The ThinkPad tablet is like a legitimate dream tablet. It has nearly everything a person would want in a Honeycomb tab: an affordable digitizer pen, 2GB of cloud storage, a ton of built-in 3rd party apps, and a 1280×800, 16:10 IPS screen covered with Gorilla Glass. There’s an SD card slot, dual cameras, mini HDMI out, USB 2.0 host, micro USB port, and a SIM card slot. Lenovo states the Tegra 2-powered tab can run with WiFi enabled for 8 hours.

Lenovo Outs The ThinkPad Tablet, An Android Tablet You Might Actually Want | TechCrunch
 
Lenovo moves into #1 position...
:eusa_eh:
Lenovo Inching Ahead of HP as World’s Largest PC Maker
October 11, 2012 — For the first time, global technology research group Gartner has crowned China’s Lenovo Group as the world’s biggest maker of personal computers.
The figures released late Wednesday in the United States, show Lenovo with a slight lead (15.7 percent of global PC market) for the third quarter, overtaking its Silicon Valley rival Hewlett Packard which had 15.5 percent of the global share. Lenovo sold nearly 13.77 million units during that period.

HP slump

Lenovo’s lead over HP may have been small, but according to Gartner's figures the company’s sales were up 10 percent in the third quarter over 2011, while Hewlett Packard's figures slumped more than 16 percent. In a statement Thursday, Lenovo’s Chief Executive Yuanqing Yang welcomed the news, noting that the company's sales and distribution continue to grow as well as its manufacturing footprint.

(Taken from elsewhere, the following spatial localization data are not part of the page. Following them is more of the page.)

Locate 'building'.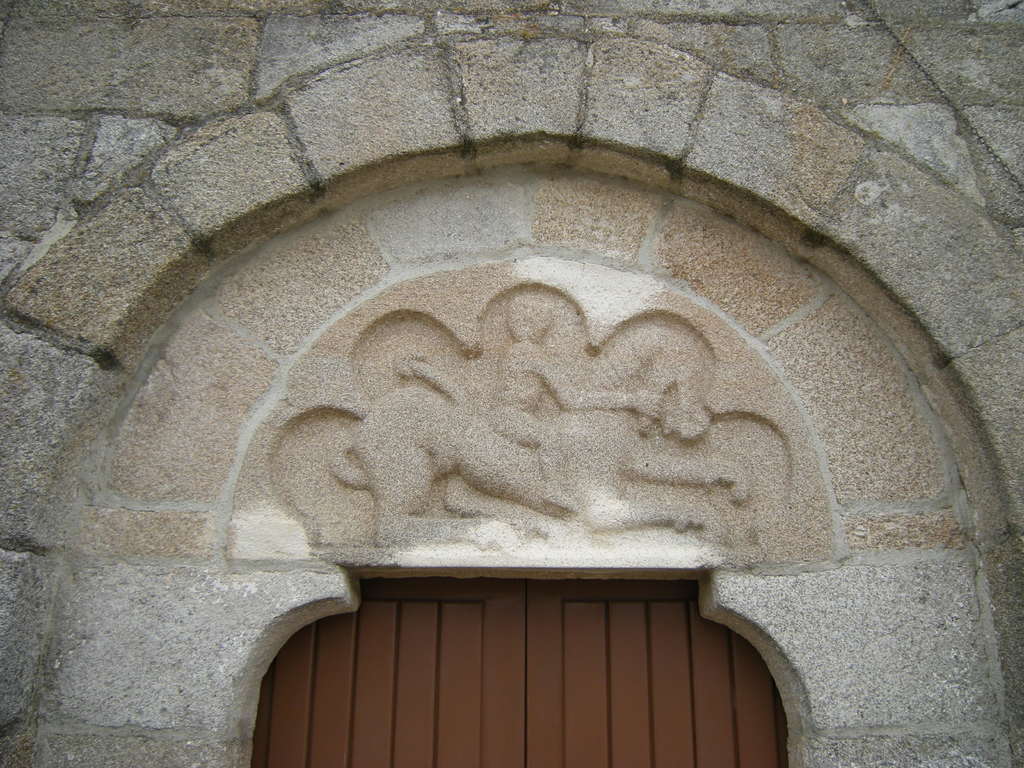
Bounding box: <region>5, 0, 1023, 764</region>.
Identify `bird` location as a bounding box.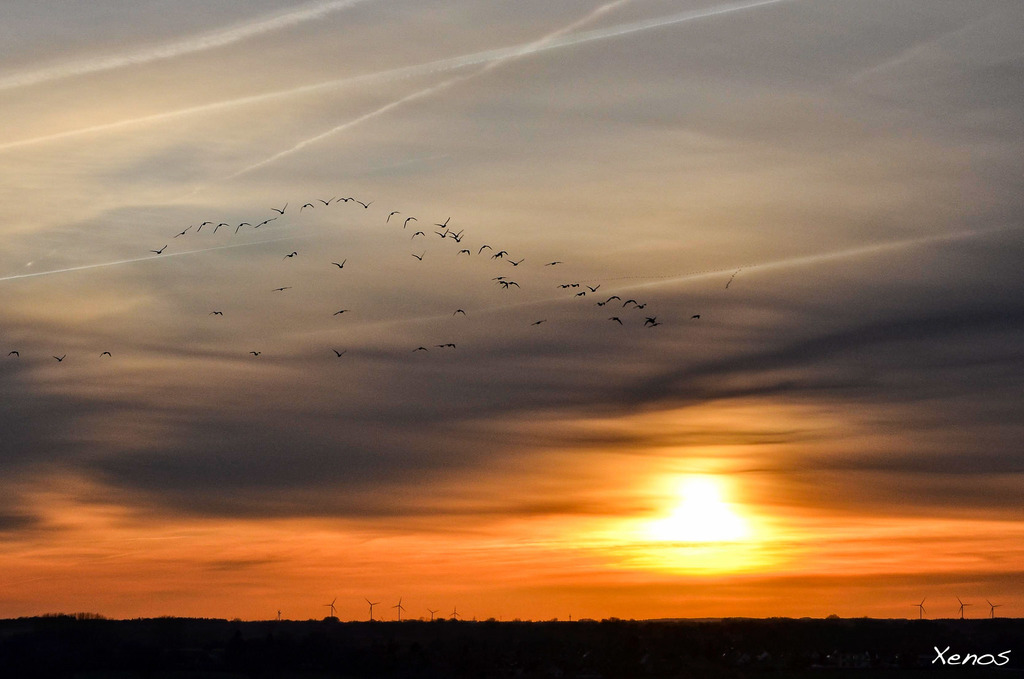
bbox=(7, 348, 20, 359).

But Lenovo’s statement stopped short of claiming victory and acknowledged that, as many analysts and Hewlett Packard also pointed out, market research company International Data Corporation still puts HP in the lead. Josh Ong, China editor of The Next Web, which monitors technology worldwide, says while the results of both surveys are extremely narrow, one message is clear. "HP is on its way down and Lenovo is on its way up. If it is not this quarter, it is soon," Ong said.

The IBM purchase

Lenovo leaped into the global personal computer market in 2005, when it purchased IBM’s personal computer business. According to Gartner, HP has been the world’s top maker of PC’s since 2006. But one thing Lenovo has yet to do, Ong says, is gain a strong foothold in the U.S. market. "A lot of their growth is happening in Asia," he said. "They are very strong in China of course, they are also doing well in Japan, but they are going to need to really formulate a strategy for spurring adoption in the United States." To do that, the company still needs to develop both awareness and loyalty in the U.S. market, he says. Something that is not easy to come by.

Breaking into US market

“A lot of Chinese companies have difficulty breaking into the U.S.," Ong noted. "And of course right now with Huawei and ZTE we have got the more extreme example of a company that’s being prevented from competing in the U.S. market and then a company like Lenovo that is an example of someone who has the freedom to compete, but hasn’t yet quite figured out how to market themselves." Analysts add that while both surveys may not agree who is definitively on the top, it is clear the global market for personal computers is shrinking. And that is because the market is shifting, analysts note, as consumers spend more money on smartphones and tablets, instead of desktops and laptops.